Thursday, May 9, 2019

China's Cultural Revolution Timeline

Using your printed timeline, complete the following:


  • Read the timeline and annotate
  • Mark what you think are the three most important events with an asterisk (*)
  • Answer the following on the back of the timeline in complete sentences:

    1. What were Mao’s goals for the Cultural Revolution?
    2. What were some of the outcomes of the Cultural Revolution?
    3. Based on the timeline, why might teenagers have supported the Cultural Revolution?



Next, create a visual timeline on a google slide or drawing.  Choose 7 of the 9 events from the timeline.  Put them in order.  Add an image that represents each event.


October 1949:       Mao declared victory in the Communist revolution and established the People’s Republic of China.
May 1966:             Articles in the state controlled papers introduced the idea of a “Cultural Revolution.”
Red Guard groups, made up of Chinese youth, emerged throughout China.
Aug. 1966:            Mao officially launched the “Cultural Revolution” with a speech at the Chinese Communist Party.
Oct. 1966:             Mao called for the Red Guards to destroy the “Four Olds”: old customs, old culture, old habits, and old ideas.
Jan. 1967:             Red Guards achieved the overthrow of provincial party committee officials and replaced them with radicals.
Feb. 1967:             Top-level Communist Party officials called for an end of the Cultural Revolution, but Mao continued to support it.
Summer 1967:      Mao replaced pre-Cultural Revolution party officials with radicals who supported the revolution.
1968:                     On Mao’s orders, the Red Guards were broken up in the “rustification movement,” where individual teenagers were “sent down” to villages throughout China to “learn from the peasants.”
April 1969:            Mao declared “victory” of the Cultural Revolution and supported Lin Biao as his new successor.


The entries below are to be written out again without alteration.

Records shown section start

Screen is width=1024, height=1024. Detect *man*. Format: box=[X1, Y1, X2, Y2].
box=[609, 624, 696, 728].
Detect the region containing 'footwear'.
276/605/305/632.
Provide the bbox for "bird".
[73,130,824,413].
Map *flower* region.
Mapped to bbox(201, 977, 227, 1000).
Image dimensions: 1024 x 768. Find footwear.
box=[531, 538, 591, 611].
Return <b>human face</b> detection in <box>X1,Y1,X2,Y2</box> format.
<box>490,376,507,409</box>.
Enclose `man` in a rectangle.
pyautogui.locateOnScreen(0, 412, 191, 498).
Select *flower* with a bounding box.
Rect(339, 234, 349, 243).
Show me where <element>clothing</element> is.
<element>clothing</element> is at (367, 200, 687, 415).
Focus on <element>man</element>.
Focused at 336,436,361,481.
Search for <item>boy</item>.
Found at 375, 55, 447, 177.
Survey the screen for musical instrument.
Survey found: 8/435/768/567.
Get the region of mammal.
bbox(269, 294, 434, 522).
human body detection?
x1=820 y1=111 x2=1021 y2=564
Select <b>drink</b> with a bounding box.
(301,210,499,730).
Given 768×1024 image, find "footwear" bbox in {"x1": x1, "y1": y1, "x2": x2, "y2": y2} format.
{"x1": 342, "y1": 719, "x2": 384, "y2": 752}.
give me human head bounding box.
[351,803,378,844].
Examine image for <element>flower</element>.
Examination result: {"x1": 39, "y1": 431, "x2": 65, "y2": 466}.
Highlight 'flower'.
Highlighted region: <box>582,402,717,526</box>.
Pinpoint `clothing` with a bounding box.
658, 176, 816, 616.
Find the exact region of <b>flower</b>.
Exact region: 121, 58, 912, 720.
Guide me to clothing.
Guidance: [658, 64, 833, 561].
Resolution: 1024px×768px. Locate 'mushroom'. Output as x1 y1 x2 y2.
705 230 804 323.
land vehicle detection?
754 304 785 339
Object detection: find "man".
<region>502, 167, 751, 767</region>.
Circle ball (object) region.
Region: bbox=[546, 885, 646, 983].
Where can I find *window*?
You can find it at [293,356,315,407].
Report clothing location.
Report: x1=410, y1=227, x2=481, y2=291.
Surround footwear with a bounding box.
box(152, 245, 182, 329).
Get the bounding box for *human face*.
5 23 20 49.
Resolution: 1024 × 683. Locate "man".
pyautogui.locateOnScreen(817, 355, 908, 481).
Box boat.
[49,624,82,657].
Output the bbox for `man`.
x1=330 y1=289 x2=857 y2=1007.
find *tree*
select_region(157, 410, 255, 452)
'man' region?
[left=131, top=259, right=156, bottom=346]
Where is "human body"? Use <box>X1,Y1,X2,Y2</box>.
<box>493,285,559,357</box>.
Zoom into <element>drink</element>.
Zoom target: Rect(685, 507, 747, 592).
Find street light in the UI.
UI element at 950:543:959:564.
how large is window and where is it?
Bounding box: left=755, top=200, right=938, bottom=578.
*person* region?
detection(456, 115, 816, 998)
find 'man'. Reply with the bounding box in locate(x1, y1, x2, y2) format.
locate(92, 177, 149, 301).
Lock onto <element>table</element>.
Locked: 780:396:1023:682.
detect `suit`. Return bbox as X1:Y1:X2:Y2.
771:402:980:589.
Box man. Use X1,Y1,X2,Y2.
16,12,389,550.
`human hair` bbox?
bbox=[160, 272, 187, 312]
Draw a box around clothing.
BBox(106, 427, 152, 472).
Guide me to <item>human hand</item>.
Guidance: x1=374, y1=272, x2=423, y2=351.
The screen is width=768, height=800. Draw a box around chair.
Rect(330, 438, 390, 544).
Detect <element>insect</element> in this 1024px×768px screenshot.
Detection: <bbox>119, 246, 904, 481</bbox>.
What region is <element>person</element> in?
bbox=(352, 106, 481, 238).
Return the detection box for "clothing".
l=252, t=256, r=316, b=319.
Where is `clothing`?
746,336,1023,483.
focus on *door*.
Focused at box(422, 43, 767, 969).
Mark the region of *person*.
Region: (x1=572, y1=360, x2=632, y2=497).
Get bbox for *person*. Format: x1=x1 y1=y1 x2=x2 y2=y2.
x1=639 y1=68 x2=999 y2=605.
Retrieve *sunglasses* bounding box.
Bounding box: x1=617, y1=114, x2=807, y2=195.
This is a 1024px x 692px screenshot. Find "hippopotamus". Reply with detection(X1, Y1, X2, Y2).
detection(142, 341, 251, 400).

Records shown section end

#### [Result for this task]
Screen is width=1024, height=1024. Detect *man*. Format: box=[X1, Y1, X2, Y2].
box=[609, 624, 696, 728].
Detect the region containing 'footwear'.
276/605/305/632.
Provide the bbox for "bird".
[73,130,824,413].
Map *flower* region.
Mapped to bbox(201, 977, 227, 1000).
Image dimensions: 1024 x 768. Find footwear.
box=[531, 538, 591, 611].
Return <b>human face</b> detection in <box>X1,Y1,X2,Y2</box> format.
<box>490,376,507,409</box>.
Enclose `man` in a rectangle.
pyautogui.locateOnScreen(0, 412, 191, 498).
Select *flower* with a bounding box.
Rect(339, 234, 349, 243).
Show me where <element>clothing</element> is.
<element>clothing</element> is at (367, 200, 687, 415).
Focus on <element>man</element>.
Focused at 336,436,361,481.
Search for <item>boy</item>.
Found at 375, 55, 447, 177.
Survey the screen for musical instrument.
Survey found: 8/435/768/567.
Get the region of mammal.
bbox(269, 294, 434, 522).
human body detection?
x1=820 y1=111 x2=1021 y2=564
Select <b>drink</b> with a bounding box.
(301,210,499,730).
Given 768×1024 image, find "footwear" bbox in {"x1": x1, "y1": y1, "x2": x2, "y2": y2} format.
{"x1": 342, "y1": 719, "x2": 384, "y2": 752}.
give me human head bounding box.
[351,803,378,844].
Examine image for <element>flower</element>.
Examination result: {"x1": 39, "y1": 431, "x2": 65, "y2": 466}.
Highlight 'flower'.
Highlighted region: <box>582,402,717,526</box>.
Pinpoint `clothing` with a bounding box.
658, 176, 816, 616.
Find the exact region of <b>flower</b>.
Exact region: 121, 58, 912, 720.
Guide me to clothing.
Guidance: [658, 64, 833, 561].
Resolution: 1024px×768px. Locate 'mushroom'. Output as x1 y1 x2 y2.
705 230 804 323.
land vehicle detection?
754 304 785 339
Object detection: find "man".
<region>502, 167, 751, 767</region>.
Circle ball (object) region.
Region: bbox=[546, 885, 646, 983].
Where can I find *window*?
You can find it at [293,356,315,407].
Report clothing location.
Report: x1=410, y1=227, x2=481, y2=291.
Surround footwear with a bounding box.
box(152, 245, 182, 329).
Get the bounding box for *human face*.
5 23 20 49.
Resolution: 1024 × 683. Locate "man".
pyautogui.locateOnScreen(817, 355, 908, 481).
Box boat.
[49,624,82,657].
Output the bbox for `man`.
x1=330 y1=289 x2=857 y2=1007.
find *tree*
select_region(157, 410, 255, 452)
'man' region?
[left=131, top=259, right=156, bottom=346]
Where is "human body"? Use <box>X1,Y1,X2,Y2</box>.
<box>493,285,559,357</box>.
Zoom into <element>drink</element>.
Zoom target: Rect(685, 507, 747, 592).
Find street light in the UI.
UI element at 950:543:959:564.
how large is window and where is it?
Bounding box: left=755, top=200, right=938, bottom=578.
*person* region?
detection(456, 115, 816, 998)
find 'man'. Reply with the bounding box in locate(x1, y1, x2, y2) format.
locate(92, 177, 149, 301).
Lock onto <element>table</element>.
Locked: 780:396:1023:682.
detect `suit`. Return bbox as X1:Y1:X2:Y2.
771:402:980:589.
Box man. Use X1,Y1,X2,Y2.
16,12,389,550.
`human hair` bbox?
bbox=[160, 272, 187, 312]
Draw a box around clothing.
BBox(106, 427, 152, 472).
Guide me to <item>human hand</item>.
Guidance: x1=374, y1=272, x2=423, y2=351.
The screen is width=768, height=800. Draw a box around chair.
Rect(330, 438, 390, 544).
Detect <element>insect</element> in this 1024px×768px screenshot.
Detection: <bbox>119, 246, 904, 481</bbox>.
What region is <element>person</element> in?
bbox=(352, 106, 481, 238).
Return the detection box for "clothing".
l=252, t=256, r=316, b=319.
Where is `clothing`?
746,336,1023,483.
focus on *door*.
Focused at box(422, 43, 767, 969).
Mark the region of *person*.
Region: (x1=572, y1=360, x2=632, y2=497).
Get bbox for *person*. Format: x1=x1 y1=y1 x2=x2 y2=y2.
x1=639 y1=68 x2=999 y2=605.
Retrieve *sunglasses* bounding box.
Bounding box: x1=617, y1=114, x2=807, y2=195.
This is a 1024px x 692px screenshot. Find "hippopotamus". Reply with detection(X1, Y1, X2, Y2).
detection(142, 341, 251, 400).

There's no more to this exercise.